State and territory governments are responsible for our criminal legal systems, including youth justice and detention. But when those systems are failing, the Commonwealth can and should step in to ensure children’s rights are protected.
In the last year, two children have died from self-harm in youth detention in WA. The Queensland government last year suspended its human rights laws so it can keep kids in police watchhouses for days at a time, with severe physical and mental health impacts. Tasmania agreed to pay $75 million to victims who endured abuse and neglect in its youth detention centres.
From Don Dale to Banksia Hill, we have been warned about the failures of Australia’s youth justice systems for years, and the harm they are causing to children. Despite the warnings, governments and agencies have failed to make the changes we need. And the harm continues.
It doesn’t have to be this way. The Australian Government can step in and protect our kids.
Police, courts, community services and ‘justice’ systems are largely governed by states and territories – which have control of these areas because of how power is divided under our federal Constitution. Disappointingly, state and territory governments have too often reached for ‘tough-on-crime’ measures and found new ways to send children to prison, despite clear evidence this not only doesn’t reduce offending, it increases it: making our communities less safe.
But the Australian Government could provide the circuit-breaker desperately needed to end this litany of failure and deliver safer communities.
The Senate recently called an inquiry into Australia’s youth justice and incarceration system, recognising the Commonwealth can and should do more to protect the rights of children and young people across the country.
Where to begin
There are obvious starting points. The Commonwealth can raise the age of criminal responsibility from 10 to 14 for offences under federal law. Given the government’s position that children under 16 aren’t old enough for social media, it is astonishing they think 10 year-olds (kids in year 5 at primary school) are old enough for prison.
The Commonwealth can also be a leader and drive reform with the states and territories. It can invest federal funds in alternatives to criminal legal system interventions and better support for at-risk young people, which we know work to keep kids and communities safer. It could reward states and territories that are guided by the evidence and want to build better systems in our communities by matching their investments – and withhold funding from those that continue to harm young children by criminalising them.
Constitutional power
The Commonwealth can also intervene more directly.

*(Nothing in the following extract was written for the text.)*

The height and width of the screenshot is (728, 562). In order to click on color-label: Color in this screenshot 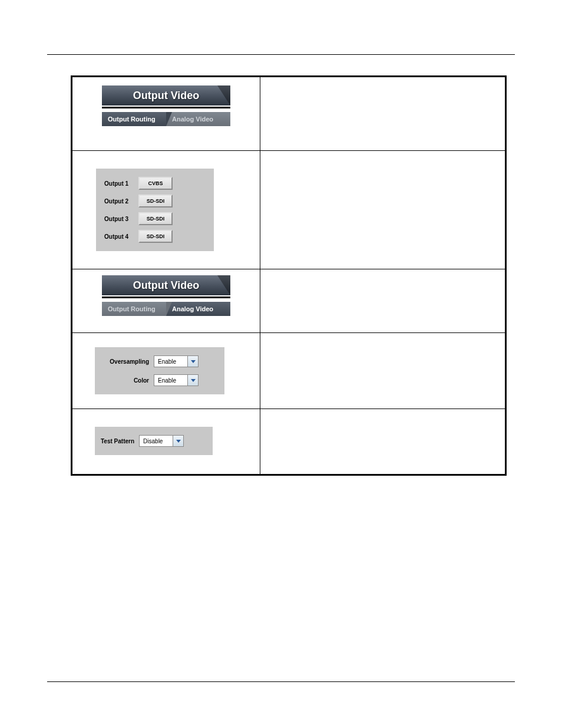, I will do `click(127, 381)`.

Our Constitution gives the Commonwealth Government the power to make laws with respect to external affairs under section 51(xxix). In an increasingly globalised and internationally connected world, the High Court has found this power enables the Commonwealth to make domestic laws that reflect Australia’s international treaty obligations.
It is a power that has been used to protect the rights of people in Australia for decades. Including against the actions of state and territory governments.

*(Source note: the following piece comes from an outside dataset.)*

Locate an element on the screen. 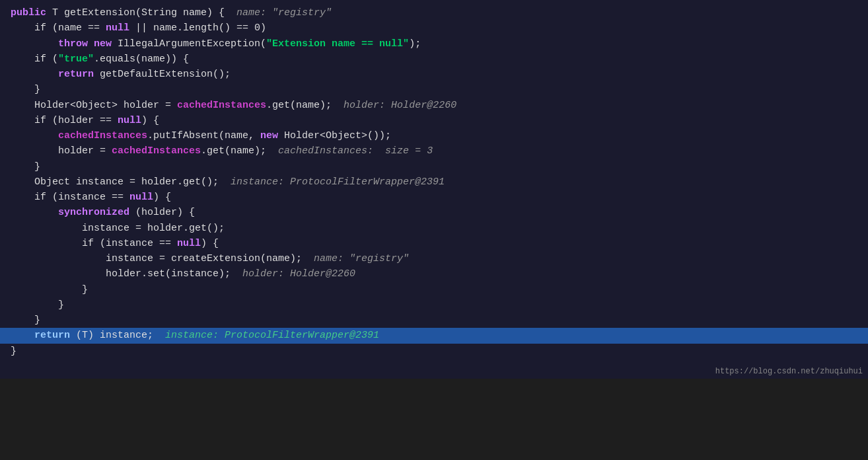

The Racial Discrimination Act 1975, for example, implements international treaty obligations preventing race discrimination. It played an essential role in protecting Aboriginal people from discriminatory laws passed by Queensland’s Bjelke-Petersen government in the 1980’s – including laws that attempted to extinguish Eddie Mabo’s claim of native title.
The external affairs power has also underpinned laws protecting Tasmania’s wilderness from destruction by the state government, and the rights of workers across the country with respect to minimum wages, equal pay, termination of employment, discrimination in employment, family leave and collective bargaining.
The external affairs power could, and should, now be used to protect children.
Rights and wellbeing
Australia has signed on to the Convention on the Rights of the Child, which requires safeguarding the rights and wellbeing of children and young people, including with respect to their interactions with police and prisons.
The Senate inquiry is considering Australia’s international obligations relating to ‘youth justice including the rights of the child’ and ‘the benefits and need for enforceable national minimum standards for youth justice consistent with our international obligations’ – indicating the Parliament knows it could use the constitutional power to step in if it chose to.
This is an opportunity to protect children being harmed by criminal legal systems across the country.
Australia’s National Children’s Commissioner agrees. After speaking with 150 children and young people nationally, and countless organisations working with them, the Commissioner’s landmark 2024 report Help way earlier recommended the Commonwealth pass a National Children’s Act, implementing Australia’s obligations under the Convention on the Rights of the Child. This would include putting the ‘last resort’ principle into law, so arrest, detention or imprisonment of a child is used only as a measure of last resort and for the shortest period.
Children should not continue to suffer in Australian youth justice systems. It’s time for someone to protect them. The Commonwealth can and should step in to safeguard the rights of this vulnerable group and end cycles of disadvantage, criminalisation, incarceration and harm.
Jonathan Hall Spence is Principal Solicitor at the Justice and Equity Centre.